Bentley, Nicolas, Michael Slater, and Nina Burgis. The Dickens Index. New York and Oxford: Oxford U. P., 1990.
Davis, Paul. Charles Dickens A to Z: The Essential Reference to His Life and Work. New York: Facts On File, 1998.
Dickens, Charles. The Life and Adventures of Martin Chuzzlewit. Illustrated by Hablot Knight Browne. London: Chapman and Hall, 1844.
Dickens, Charles. The Life and Adventures of Martin Chuzzlewit. Illustrated by Hablot Knight Browne. London: Chapman and Hall, 1844.
_____. Martin Chuzzlewit. Works of Charles Dickens. Household Edition. 55 vols. Illustrated by F. O. C. Darley and John Gilbert. New York: Sheldon and Co., 1863. Vol. 2 of 4.
_____. The Life and Adventures of Martin Chuzzlewit. Illustrated by Sol Eytinge, Junior. The Diamond Edition. Boston: Ticknor and Fields, 1867.

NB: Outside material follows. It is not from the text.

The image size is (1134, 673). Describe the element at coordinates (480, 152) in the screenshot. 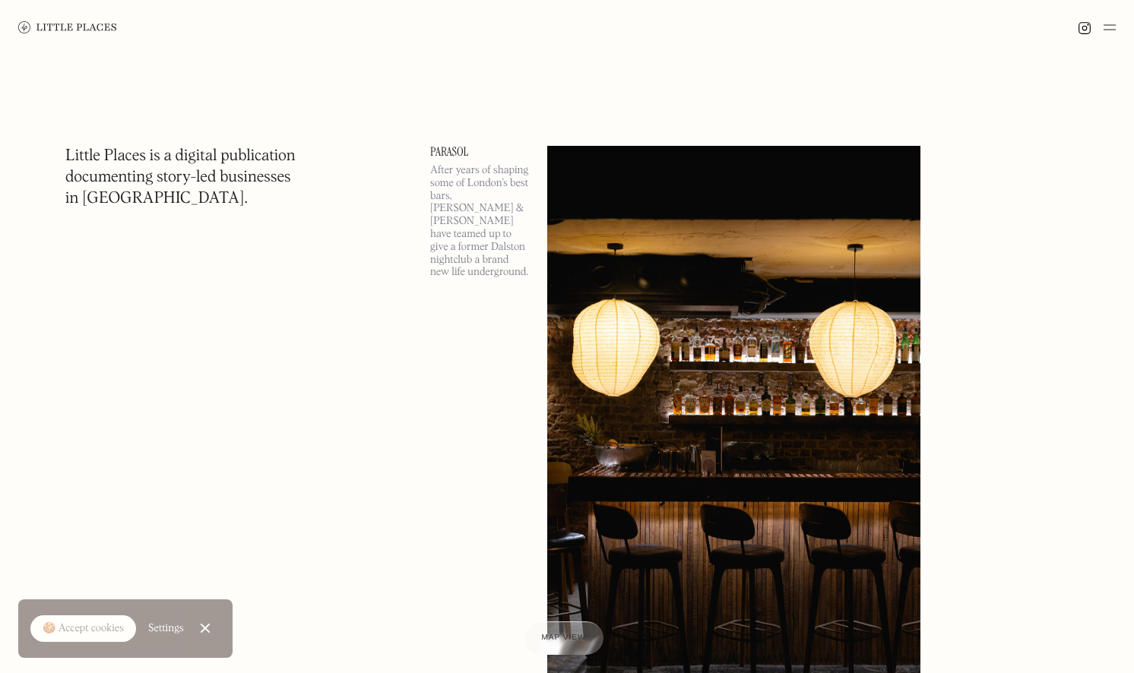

_____. The Life and Adventures of Martin Chuzzlewit, with 59 illustrations by Fred Barnard. Household Edition, 22 volumes. London: Chapman and Hall, 1872. Vol. 2. [The copy of the Household Edition from which these pictures were scanned was the gift of George Gorniak, proprietor of The Dickens Magazine, whose subject for the fifth series, beginning in January 2008, was this 1843-44 novel.
_____. Life and Adventures of Martin Chuzzlewit. Illustrated by Harry Furniss. The Charles Dickens Library Edition. 18 vols. London: Educational Book, 1910. Vol. 7.
Hammerton, J. A. "Chapter 15: Martin Chuzzlewit." The Dickens Picture-Book. The Charles Dickens Library Edition. London: Educational Book, 1910. Vol. 17. Pp. 267-294.
Kyd [Clayton J. Clarke]. Characters from Dickens. Nottingham: John Player & Sons, 1910.
"The Life and Adventures of Martin Chuzzlewit: Fifty-nine Illustrations by Fred Barnard." Scenes and Characters from the Works of Charles Dickens, Being Eight Hundred and Sixty-Six Drawings by Fred Barnard, Hablot Knight Browne (Phiz), J. Mahoney, Charles Green, A. B. Frost, Gordon Thomson, J. McL. Ralston, H. French, E. G. Dalziel, F. A. Fraser, and Sir Luke Fildes. Printed from the Original Woodblocks Engraved for "The Household Edition." London: Chapman and Hall, 1908. Pp. 185-216.
Matz, B. W., and Kate Perugini; illustrated by Harold Copping. Character Sketches from Dickens. London: Raphael Tuck, 1924.
Steig, Michael. "From Caricature to Progress: Master Humphrey's Clock and Martin Chuzzlewit." Ch. 3, Dickens and Phiz. Bloomington & London: Indiana U.P., 1978. Pp. 51-85. [See e-text in Victorian Web.]
Steig, Michael. "Martin Chuzzlewit's Progress by Dickens and Phiz. Dickens Studies Annual 2 (1972): 119-149.